View PostAbyss, on 10 July 2017 - 02:12 PM, said:

Just finished VE Schwab's SHADES OF MAGIC trilo (in earbook).

Y'know that feeling when you read an entire series start to finish and it's great and has a satisfying end and reminds you why you enjoy fantasy lit? Well, that.

This is fun, solid fantasy. Dark at times, with great characters written well. The magic itself isn't wildly novel, basic element based magic with 'blood' magic thrown in for the more powerful, but the setting is terrific.
Four Londons.... Grey, Red, White and Black. Black was overtaken by magic, and Red closed all the portals between worlds to protect itself, leaving White, closer to Black, to shrivle and fade with little magic to survive.
Grey London is 'our' world, in the 1800s. My only real critique of the series is that 1800s London reads like the author read a Wikipedia article or two about it, but it's a small part of the story and not a serious down point. Red and White Londons are fantastically written and the wider worlds, while getting less screen time, are just as fascinating.

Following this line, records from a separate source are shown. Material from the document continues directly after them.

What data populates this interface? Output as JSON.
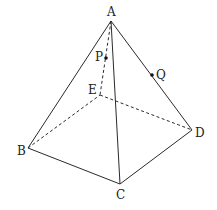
{
  "diagram": {
    "type": "square pyramid",
    "vertices": [
      {
        "id": "A",
        "label": "A"
      },
      {
        "id": "B",
        "label": "B"
      },
      {
        "id": "C",
        "label": "C"
      },
      {
        "id": "D",
        "label": "D"
      },
      {
        "id": "E",
        "label": "E"
      }
    ],
    "points": [
      {
        "id": "P",
        "label": "P",
        "on_edge": "AE"
      },
      {
        "id": "Q",
        "label": "Q",
        "on_edge": "AD"
      }
    ],
    "visible_edges": [
      "AB",
      "AC",
      "AD",
      "BC",
      "CD"
    ],
    "hidden_edges": [
      "AE",
      "BE",
      "DE"
    ],
    "colors": {
      "line": "#2a2a2a",
      "background": "#ffffff"
    }
  }
}
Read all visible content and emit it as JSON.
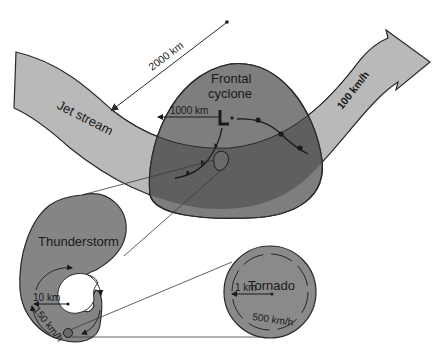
{
  "colors": {
    "background": "#ffffff",
    "jet_stream_fill": "#b9b9b9",
    "cyclone_fill": "#7e7e7e",
    "cyclone_overlap_fill": "#5f5f5f",
    "thunderstorm_fill": "#858585",
    "tornado_fill": "#8a8a8a",
    "outline": "#2a2a2a"
  },
  "labels": {
    "jet_stream": "Jet stream",
    "jet_speed": "100 km/h",
    "jet_width": "2000 km",
    "cyclone_line1": "Frontal",
    "cyclone_line2": "cyclone",
    "cyclone_radius": "1000 km",
    "thunderstorm": "Thunderstorm",
    "thunderstorm_radius": "10 km",
    "thunderstorm_speed": "150 km/h",
    "tornado": "Tornado",
    "tornado_radius": "1 km",
    "tornado_speed": "500 km/h"
  }
}
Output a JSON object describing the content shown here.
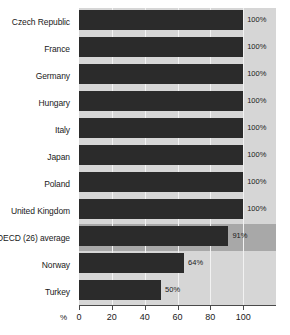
{
  "chart_data": {
    "type": "bar",
    "orientation": "horizontal",
    "title": "",
    "xlabel": "%",
    "ylabel": "",
    "xlim": [
      0,
      120
    ],
    "grid": true,
    "legend": null,
    "xticks": [
      0,
      20,
      40,
      60,
      80,
      100
    ],
    "xtick_labels": [
      "0",
      "20",
      "40",
      "60",
      "80",
      "100"
    ],
    "categories": [
      "Czech Republic",
      "France",
      "Germany",
      "Hungary",
      "Italy",
      "Japan",
      "Poland",
      "United Kingdom",
      "OECD (26) average",
      "Norway",
      "Turkey"
    ],
    "values": [
      100,
      100,
      100,
      100,
      100,
      100,
      100,
      100,
      91,
      64,
      50
    ],
    "value_labels": [
      "100%",
      "100%",
      "100%",
      "100%",
      "100%",
      "100%",
      "100%",
      "100%",
      "91%",
      "64%",
      "50%"
    ],
    "highlight_category": "OECD (26) average",
    "colors": {
      "bar": "#2b2b2b",
      "plot_background": "#d6d6d6",
      "highlight_row_background": "#a8a8a8",
      "gridline": "#f2f2f2",
      "axis": "#4a4a4a",
      "text": "#1a1a1a",
      "page_background": "#ffffff"
    }
  }
}
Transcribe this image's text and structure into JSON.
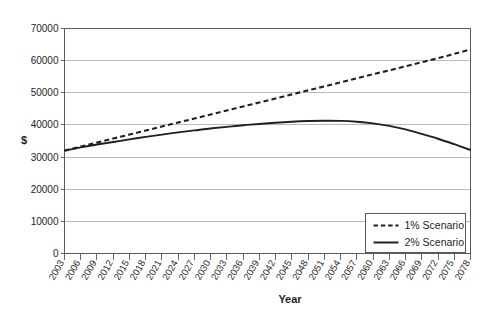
{
  "chart_data": {
    "type": "line",
    "title": "",
    "subtitle": "",
    "xlabel": "Year",
    "ylabel": "$",
    "xlim": [
      2003,
      2078
    ],
    "ylim": [
      0,
      70000
    ],
    "grid": true,
    "legend_position": "bottom-right",
    "ytick_labels": [
      "0",
      "10000",
      "20000",
      "30000",
      "40000",
      "50000",
      "60000",
      "70000"
    ],
    "ytick_values": [
      0,
      10000,
      20000,
      30000,
      40000,
      50000,
      60000,
      70000
    ],
    "categories": [
      "2003",
      "2006",
      "2009",
      "2012",
      "2015",
      "2018",
      "2021",
      "2024",
      "2027",
      "2030",
      "2033",
      "2036",
      "2039",
      "2042",
      "2045",
      "2048",
      "2051",
      "2054",
      "2057",
      "2060",
      "2063",
      "2066",
      "2069",
      "2072",
      "2075",
      "2078"
    ],
    "x": [
      2003,
      2006,
      2009,
      2012,
      2015,
      2018,
      2021,
      2024,
      2027,
      2030,
      2033,
      2036,
      2039,
      2042,
      2045,
      2048,
      2051,
      2054,
      2057,
      2060,
      2063,
      2066,
      2069,
      2072,
      2075,
      2078
    ],
    "series": [
      {
        "name": "1% Scenario",
        "style": "dashed",
        "color": "#231f20",
        "values": [
          32000,
          33250,
          34500,
          35750,
          37000,
          38250,
          39500,
          40750,
          42000,
          43250,
          44500,
          45750,
          47000,
          48250,
          49500,
          50750,
          52000,
          53250,
          54500,
          55750,
          57000,
          58250,
          59500,
          60750,
          62100,
          63500
        ]
      },
      {
        "name": "2% Scenario",
        "style": "solid",
        "color": "#231f20",
        "values": [
          32000,
          33000,
          33900,
          34700,
          35500,
          36300,
          37000,
          37700,
          38300,
          38900,
          39400,
          39900,
          40300,
          40700,
          41000,
          41200,
          41300,
          41250,
          41000,
          40500,
          39700,
          38600,
          37200,
          35700,
          34000,
          32200
        ]
      }
    ]
  },
  "legend": {
    "entries": [
      {
        "label": "1% Scenario",
        "style": "dashed"
      },
      {
        "label": "2% Scenario",
        "style": "solid"
      }
    ]
  },
  "axes": {
    "y_title": "$",
    "x_title": "Year"
  }
}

The characters are well realized and interact wonderfully, surprising the reader in ways that make perfect, at times frustrating sense.
Terrific action scenes.... bk 2 features a magic competition that's pure fantasy candy, and elsewhere when fights happen the pace is tight, the action real and bloody but not overdone.

Book 3 has one of of the bestest 'magic market of magic things' settings i have read in ages.

I also give the author credit for not shirking away from including same sex relationships in the story in part as an accepted cultural thing, but also as a problem for some.

I would utterly read more in this world by this author, whether she revisitted these characters or new ones.

Worth your money and eyetime.


Admit it, you just want Kell's coat like the rest of us!